Impact on Retail Investors
For retail investors, the uncertainty introduced around Indian export growth sectors like IT hardware, agriculture, and more is worrying. Dispute paralysis freezes the status quo, allowing competitor countries to legally challenge and undermine key policy efforts to boost these industries. This can dampen revenue trajectories for related public companies. Investors may face decelerating earnings and intensifying price volatility until WTO reforms materialize or backup options like bilateral treaties are secured.
Industry Impacts
Major export segments like electronic hardware and software, automotive parts, generic pharmaceuticals, and agricultural commodities face potential disputes where legal immobilization can directly hit output targets. For example, growth projections for India’s $300 billion electronics industry hinge on retaining tariffs to counter cost incentives abroad. These plans are jeopardized without dispute resolution.
Long Term Impacts
Lingering disputes produce enduring policy uncertainty that dampens investment in R&D and capacity for high-growth industries. This can constrain economic expansion and the rise of Indian firms as global leaders in spaces like technology equipment and generic drugs.
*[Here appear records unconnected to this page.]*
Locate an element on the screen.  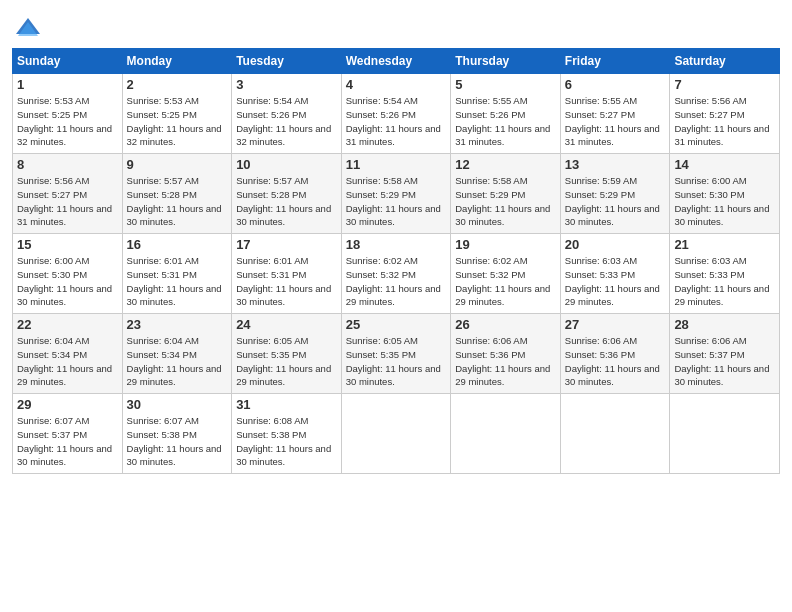
day-number: 11 is located at coordinates (396, 164).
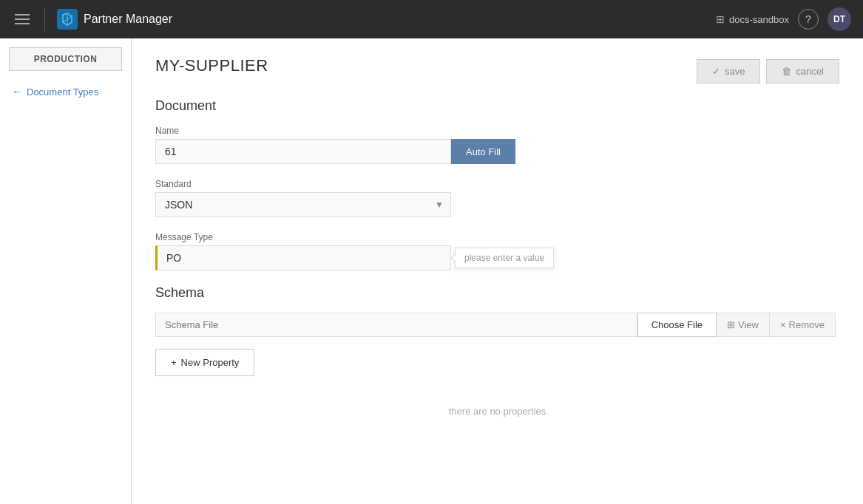 The width and height of the screenshot is (863, 504). Describe the element at coordinates (768, 71) in the screenshot. I see `header-actions: ✓ save 🗑 cancel` at that location.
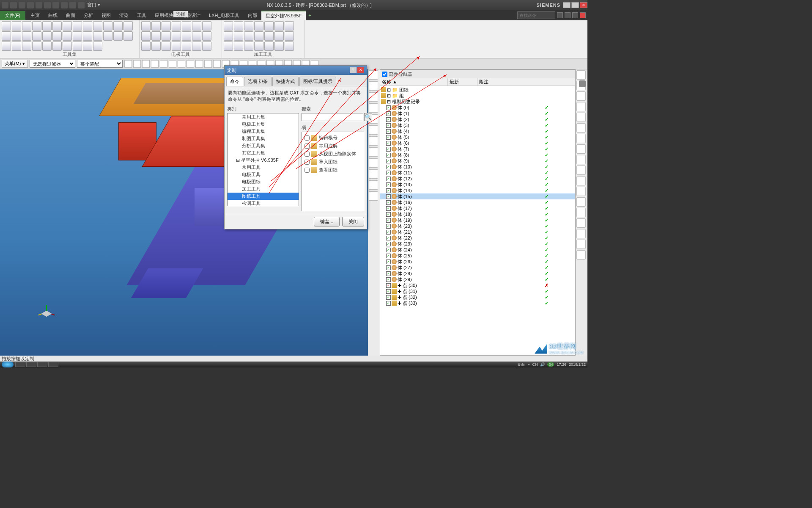  I want to click on doc-close-button, so click(583, 15).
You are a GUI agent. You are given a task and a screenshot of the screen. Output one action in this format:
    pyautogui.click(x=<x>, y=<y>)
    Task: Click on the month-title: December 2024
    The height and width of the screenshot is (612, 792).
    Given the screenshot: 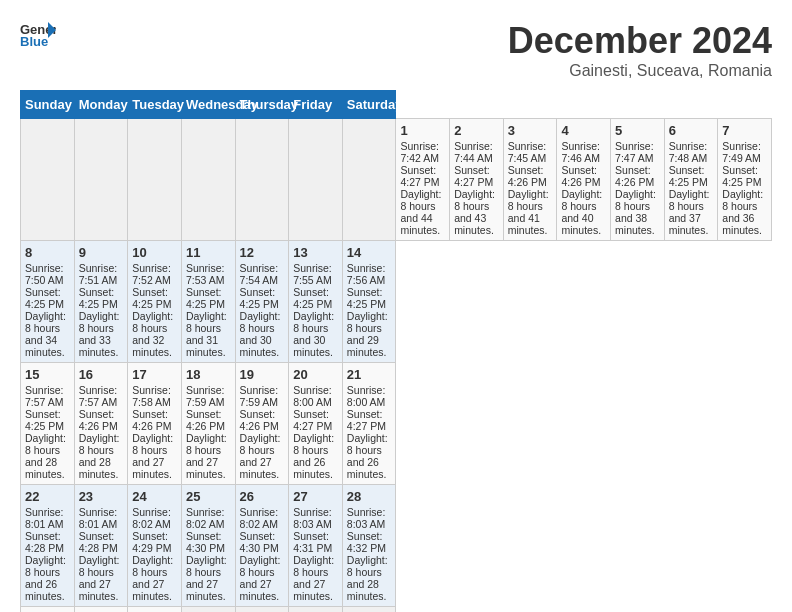 What is the action you would take?
    pyautogui.click(x=640, y=41)
    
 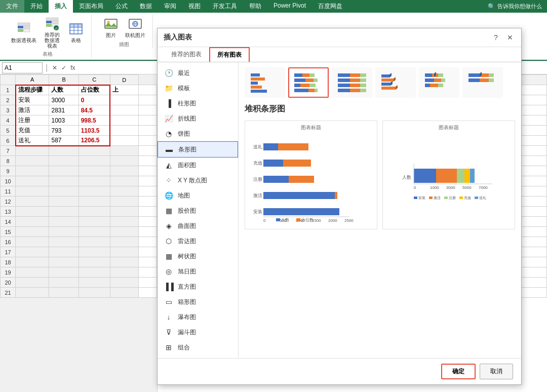 I want to click on cell-r14-c0, so click(x=32, y=222).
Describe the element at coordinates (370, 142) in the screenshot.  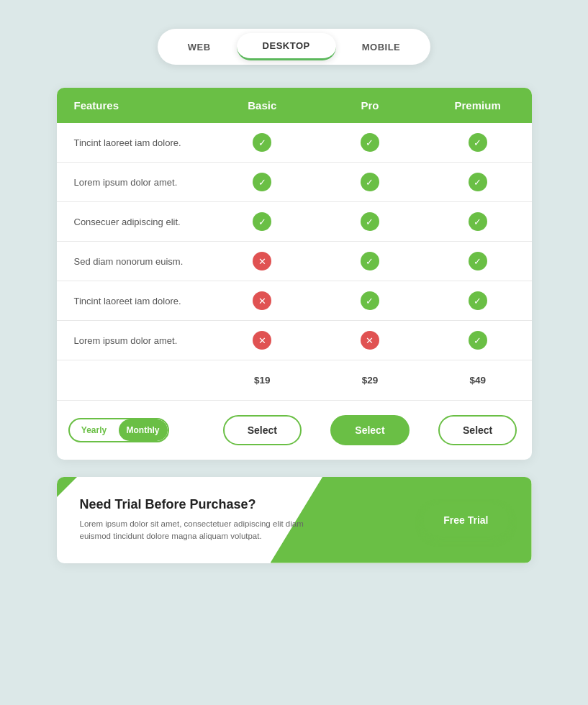
I see `pro-cell-0: ✓` at that location.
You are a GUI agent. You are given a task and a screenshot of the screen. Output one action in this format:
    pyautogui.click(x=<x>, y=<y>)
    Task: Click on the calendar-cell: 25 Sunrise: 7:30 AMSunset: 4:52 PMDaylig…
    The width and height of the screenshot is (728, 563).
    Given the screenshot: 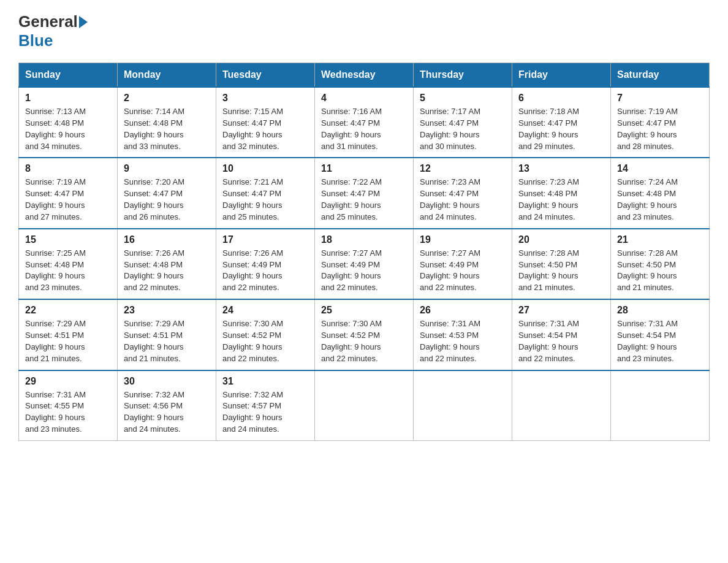 What is the action you would take?
    pyautogui.click(x=364, y=335)
    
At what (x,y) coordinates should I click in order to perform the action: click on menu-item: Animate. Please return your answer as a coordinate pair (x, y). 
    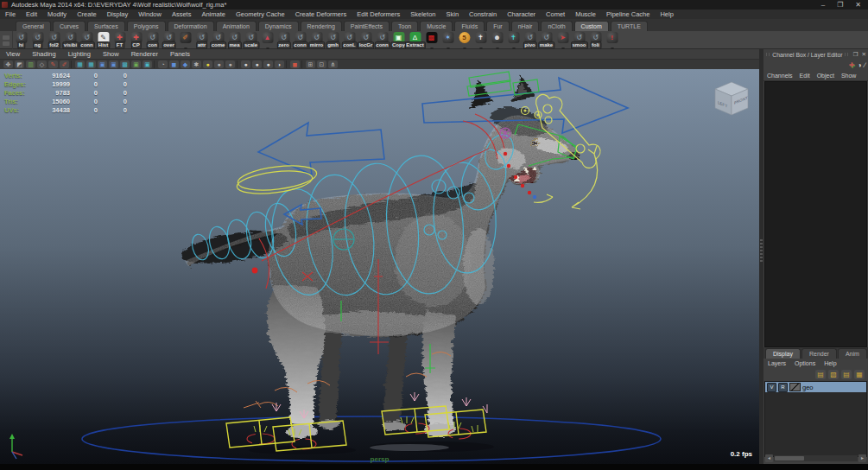
    Looking at the image, I should click on (213, 14).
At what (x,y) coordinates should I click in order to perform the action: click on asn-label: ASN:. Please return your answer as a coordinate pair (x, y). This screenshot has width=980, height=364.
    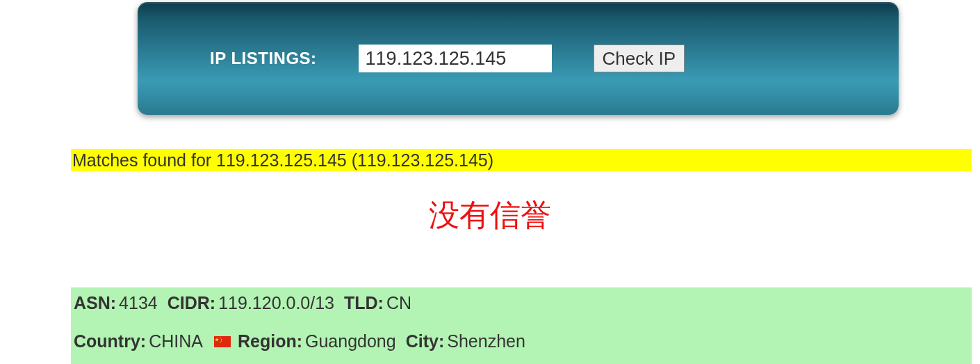
    Looking at the image, I should click on (95, 303).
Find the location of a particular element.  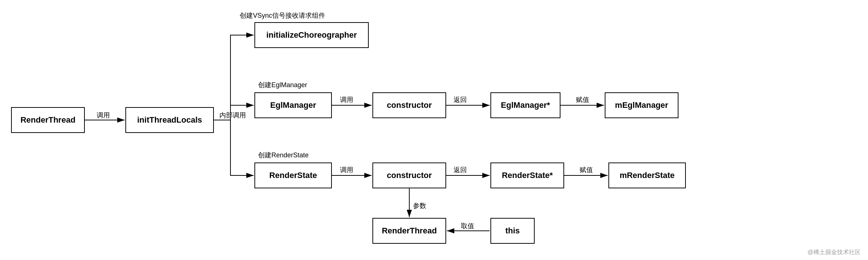

call-egl-label: 调用 is located at coordinates (347, 100).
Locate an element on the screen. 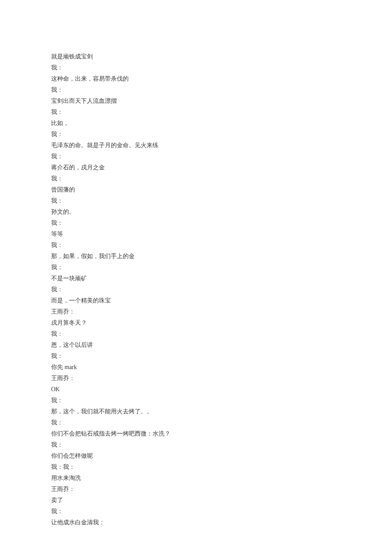 The width and height of the screenshot is (392, 555). chat-line: 卖了 is located at coordinates (196, 500).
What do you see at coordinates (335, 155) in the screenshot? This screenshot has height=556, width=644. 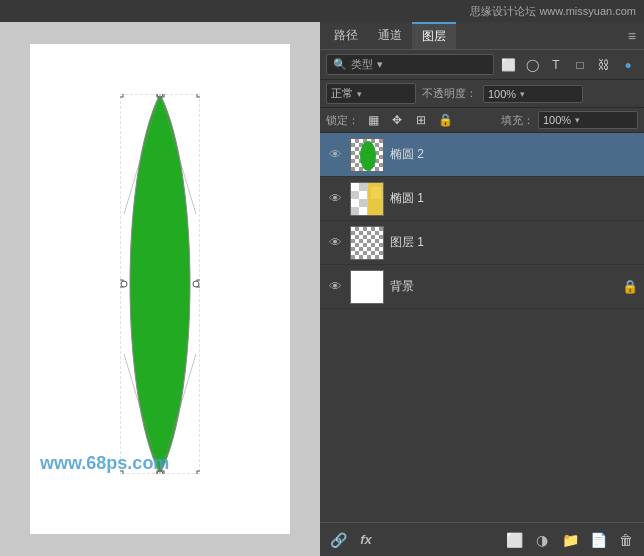 I see `eye-icon-ellipse2: 👁` at bounding box center [335, 155].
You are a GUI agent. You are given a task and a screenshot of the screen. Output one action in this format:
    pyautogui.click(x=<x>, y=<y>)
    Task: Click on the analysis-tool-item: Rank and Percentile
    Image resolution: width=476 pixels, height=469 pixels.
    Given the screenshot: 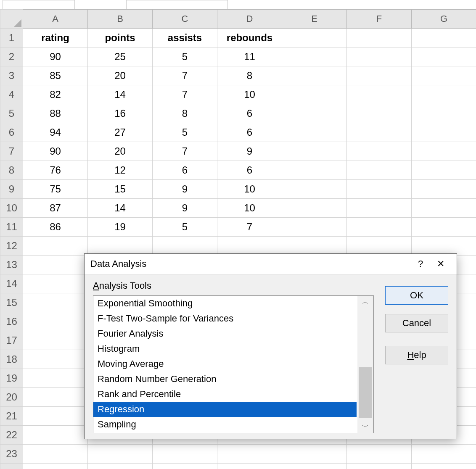 What is the action you would take?
    pyautogui.click(x=225, y=394)
    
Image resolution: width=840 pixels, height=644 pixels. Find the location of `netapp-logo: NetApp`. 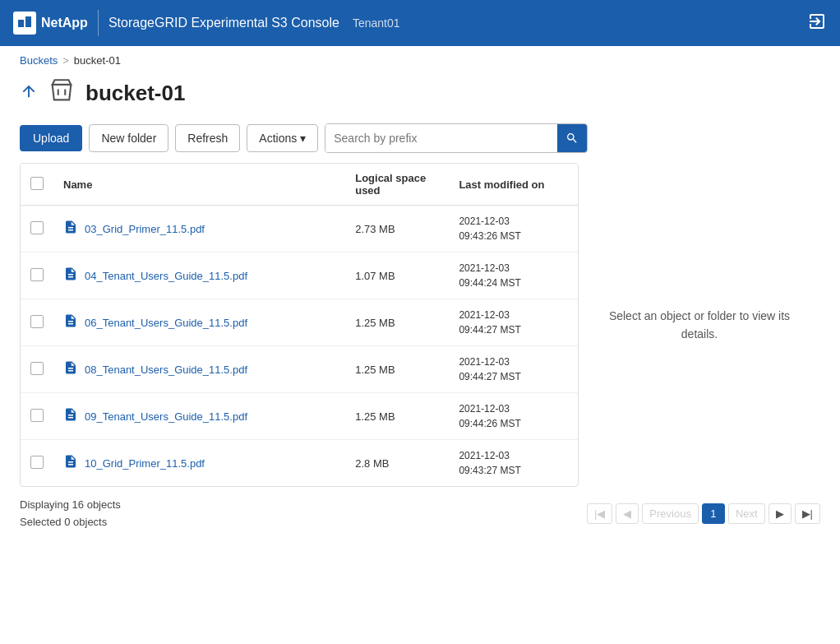

netapp-logo: NetApp is located at coordinates (51, 23).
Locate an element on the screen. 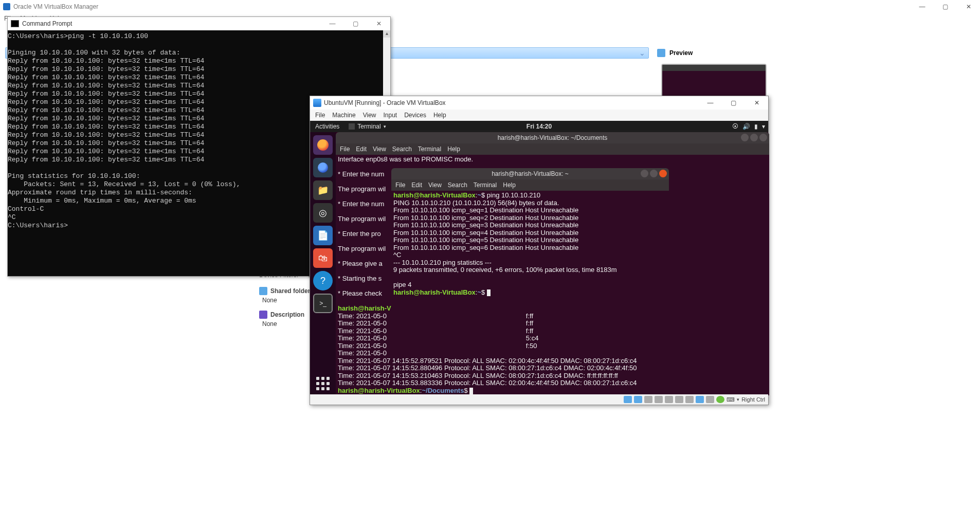  current-app-indicator: Terminal ▾ is located at coordinates (367, 126).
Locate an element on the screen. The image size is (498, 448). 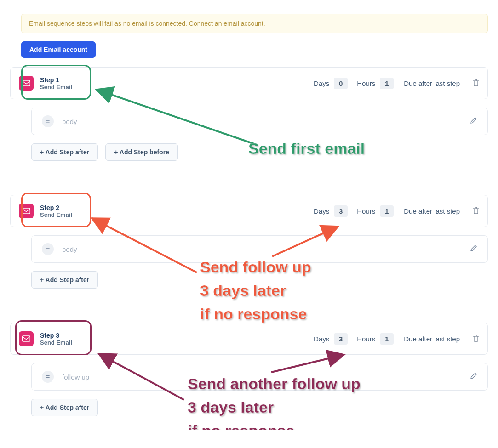
warning-banner: Email sequence steps will fail as no ema… is located at coordinates (255, 23).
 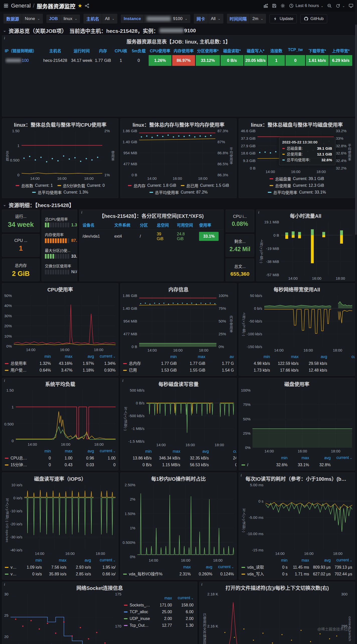 I want to click on column-header: 分区, so click(x=148, y=225).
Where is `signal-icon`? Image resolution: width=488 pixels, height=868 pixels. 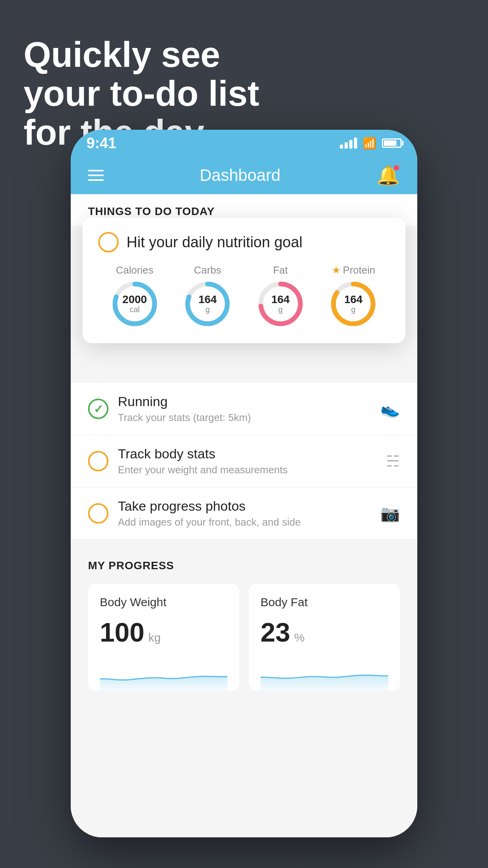 signal-icon is located at coordinates (349, 143).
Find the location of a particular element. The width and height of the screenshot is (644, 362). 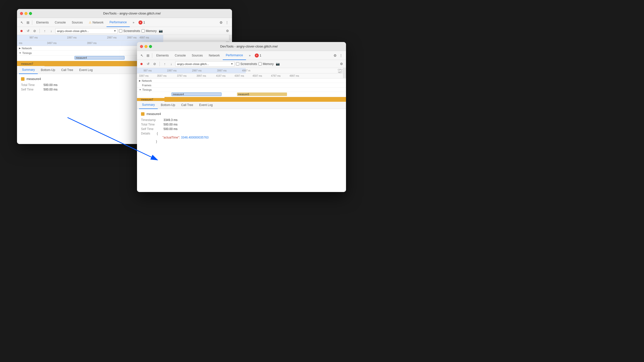

front-tab-call-tree: Call Tree is located at coordinates (187, 105).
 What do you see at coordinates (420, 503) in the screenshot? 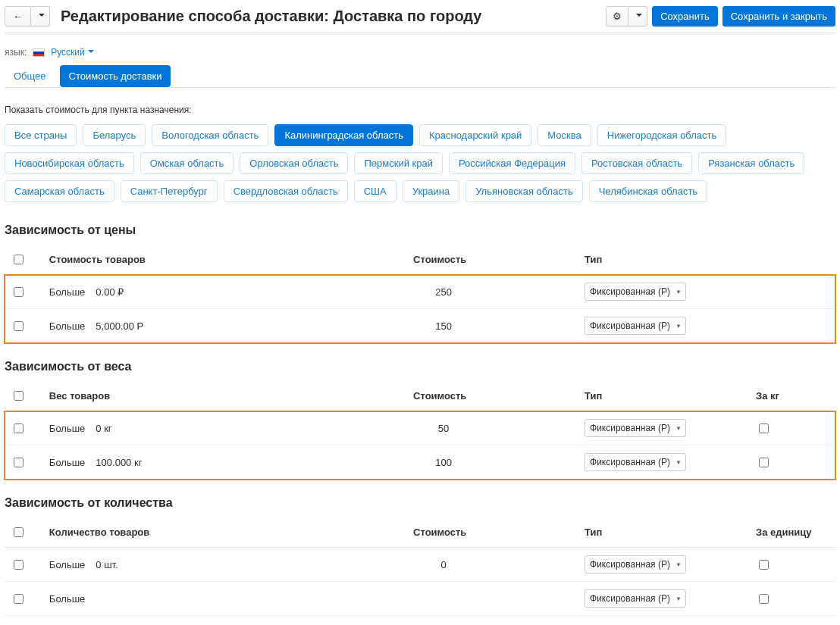
I see `qty-section-title: Зависимость от количества` at bounding box center [420, 503].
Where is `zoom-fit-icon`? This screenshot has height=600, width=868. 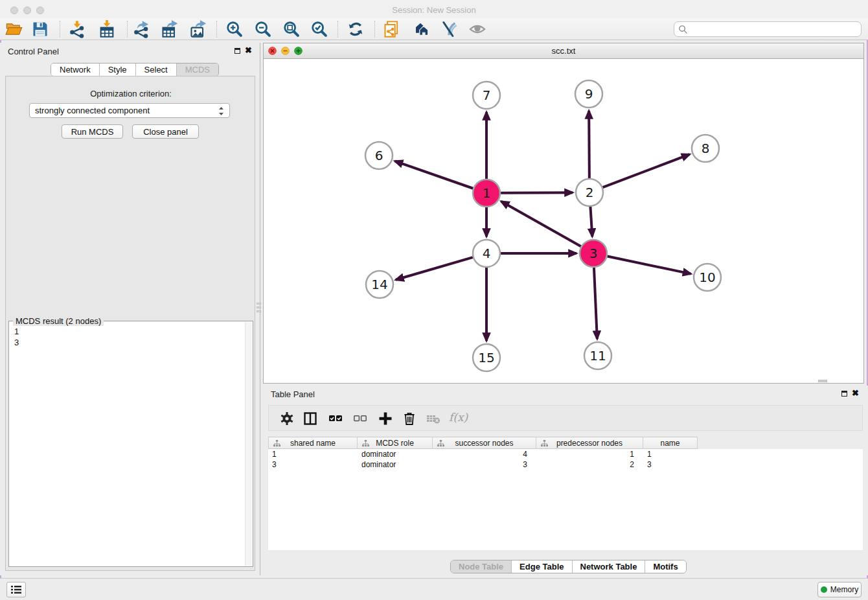 zoom-fit-icon is located at coordinates (291, 29).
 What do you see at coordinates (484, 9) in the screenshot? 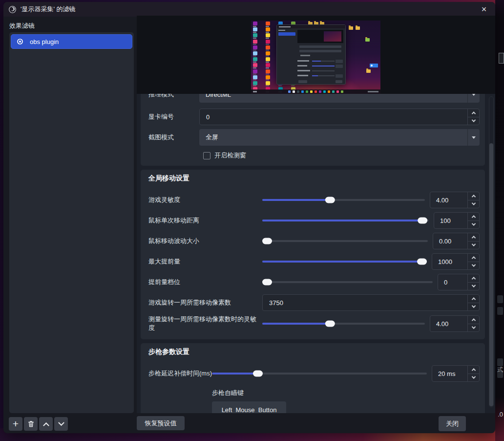
I see `close-icon: ×` at bounding box center [484, 9].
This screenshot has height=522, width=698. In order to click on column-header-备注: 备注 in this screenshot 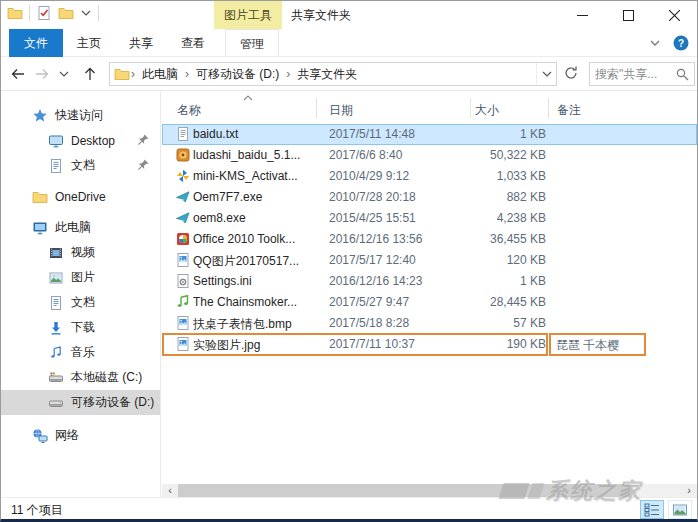, I will do `click(569, 110)`.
Trade friction also erodes partnerships between Indian and foreign companies.
Short Term Impacts
Ongoing disputes immediately stall exporter revenue upside in affected categories via hampered market access or unfair cost impediments. This slows job creation in key sectors as well. Currency and inflation shocks can also transmit from trade volatility.
Companies That Gain
Companies heavily reliant on domestic India sales may benefit from reduced foreign competition if disputes allow protections for local industry. These include ICICI Bank, HDFC Bank, consumer giants like Hindustan Unilever.
Companies That Lose
Major exporters reliant on global market access and stable trade cost structures face uncertainty. Examples include TCS, Infosys, and pharmaceutical players like Sun Pharma, Dr. Reddy’s.
Conclusion
India requires an urgent WTO dispute resolution system reboot or backup mechanisms to ensure trade policy stability, enforce growth initiatives, and champion Indian industry ascendancy on the global stage.